There's another one, sometimes called false flying fox or stone lapping minnow. Don't know about behavioral compatibility with these and discus, but they like cool water according to profiles I've read.
 

Becca

Members
I've seen more than one fish called flying fox (they're similar looking, especially when small). At least two of them are pretty dicey for discus ime. One is related to rainbow sharks and red tailed black sharks and, like them, they can be peaceful when small but get more aggressive with size ime. If it's a siamese algae eater (sometimes mistaken for flying fox), these also tend to be peaceful when small but get more aggressive with size ime, and I've had them try to eat the slime coat of discus. I've seen someone occasionally say they had flying foxes (or Siamese algae eaters) with discus without a problem-- imo either they probably were still small at the time or maybe they just got the odd one that happened to work. I mean, I once saw a green terror kept with discus and they seemed to get along, but I wouldn't exactly recommend it. But most people I know of who've tried flying foxes and discus say more or less the same as what I've experienced.

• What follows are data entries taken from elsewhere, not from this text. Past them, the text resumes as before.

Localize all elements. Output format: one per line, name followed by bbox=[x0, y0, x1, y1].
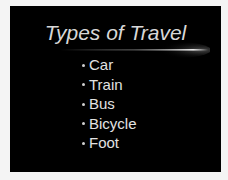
list-item: Car bbox=[82, 55, 137, 75]
list-item: Bicycle bbox=[82, 114, 137, 134]
bullet-icon bbox=[82, 83, 85, 86]
bullet-icon bbox=[82, 142, 85, 145]
bullet-label: Bicycle bbox=[89, 114, 137, 134]
list-item: Foot bbox=[82, 133, 137, 153]
presentation-slide: Types of Travel Car Train Bus Bicycle Fo… bbox=[10, 6, 221, 172]
list-item: Train bbox=[82, 75, 137, 95]
bullet-list: Car Train Bus Bicycle Foot bbox=[82, 55, 137, 153]
bullet-label: Bus bbox=[89, 94, 115, 114]
slide-title: Types of Travel bbox=[10, 21, 221, 45]
bullet-icon bbox=[82, 103, 85, 106]
bullet-label: Train bbox=[89, 75, 123, 95]
bullet-icon bbox=[82, 64, 85, 67]
list-item: Bus bbox=[82, 94, 137, 114]
bullet-icon bbox=[82, 122, 85, 125]
bullet-label: Foot bbox=[89, 133, 119, 153]
bullet-label: Car bbox=[89, 55, 113, 75]
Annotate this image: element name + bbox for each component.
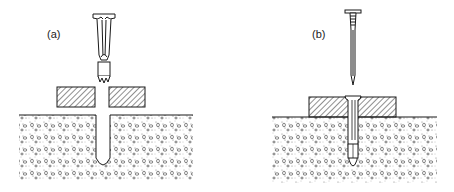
nail-b <box>345 10 361 85</box>
fixture-block-left <box>57 87 95 107</box>
plug-anchor-a <box>93 14 115 83</box>
anchor-diagram <box>0 0 454 192</box>
panel-a <box>19 14 193 180</box>
concrete-base-a <box>19 115 193 180</box>
panel-b <box>272 10 437 183</box>
fixture-block-right <box>109 87 145 107</box>
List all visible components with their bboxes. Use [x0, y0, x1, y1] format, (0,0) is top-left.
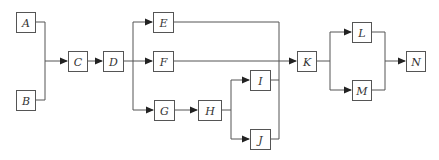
node-e-label: E: [158, 17, 167, 30]
node-j: J: [251, 130, 271, 150]
node-b-label: B: [21, 95, 30, 108]
node-m: M: [353, 81, 372, 101]
node-h-label: H: [204, 105, 215, 118]
node-a: A: [17, 13, 36, 33]
node-b: B: [17, 91, 36, 111]
node-g-label: G: [160, 105, 169, 118]
node-c-label: C: [74, 56, 83, 69]
node-i-label: I: [257, 75, 263, 88]
node-e: E: [154, 13, 174, 33]
edge-k-to-l-m: [316, 32, 351, 90]
node-a-label: A: [21, 17, 30, 30]
node-m-label: M: [355, 85, 368, 98]
edge-h-to-i-j: [221, 80, 249, 139]
node-l: L: [353, 23, 372, 43]
node-g: G: [155, 101, 175, 121]
node-f-label: F: [159, 56, 168, 69]
node-k: K: [298, 52, 317, 72]
node-j-label: J: [256, 134, 263, 147]
node-n: N: [407, 52, 426, 72]
edge-a-b-to-c: [35, 22, 67, 100]
node-h: H: [199, 101, 222, 121]
node-k-label: K: [302, 56, 312, 69]
node-d: D: [104, 52, 124, 72]
node-i: I: [251, 71, 271, 91]
flow-diagram: A B C D E F G H I J K L: [0, 0, 439, 160]
node-c: C: [69, 52, 88, 72]
node-d-label: D: [108, 56, 118, 69]
node-n-label: N: [410, 56, 421, 69]
node-l-label: L: [357, 27, 365, 40]
edge-l-m-to-n: [371, 32, 405, 90]
node-f: F: [154, 52, 174, 72]
edge-d-to-e-f-g: [123, 22, 153, 110]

There's another one, sometimes called false flying fox or stone lapping minnow. Don't know about behavioral compatibility with these and discus, but they like cool water according to profiles I've read.

Yeah - the siamese flying fox is a schooling, fast moving, algae eater that can be nippy and pushy. I keep telling my husband it is a bad mix with Discus... He likes them because he had one for years with his piranhas (long story about how it got in that tank). They are great for eating hair algae, but so are the Rainbow Cichlids.
 

Tony

Alligator Snapping Turtle/Past Pres
Don't remember the species name, but had a "Siamese algae eater" (the one with the lateral stripe that goes all the way down to the notch in the caudal fin) in my 45 for a long time to take care of black algae. Introduced the discus and it constantly harassed them. Not sure how they stack up aggression-wise with flying foxes, but just make sure you don't get those guys.
 

Becca

Members
The Siamese algae eater and Flying Fox/Siamese Flying Fox look similar but are different. Of course, both are total jerks (very barb-like in behavior) to slower tank mates. I have kept flying foxes in a 30 long with more benign community fish before (Chocolate Gouramis and some deformed reject Discus that I begged off a breeder's cull because they were so cute), but it's probably not ideal for anyone involved. Flying Foxes are sort of like the jerk dog at the dog park - you know, the one who keeps running head first into all the other dogs then running away.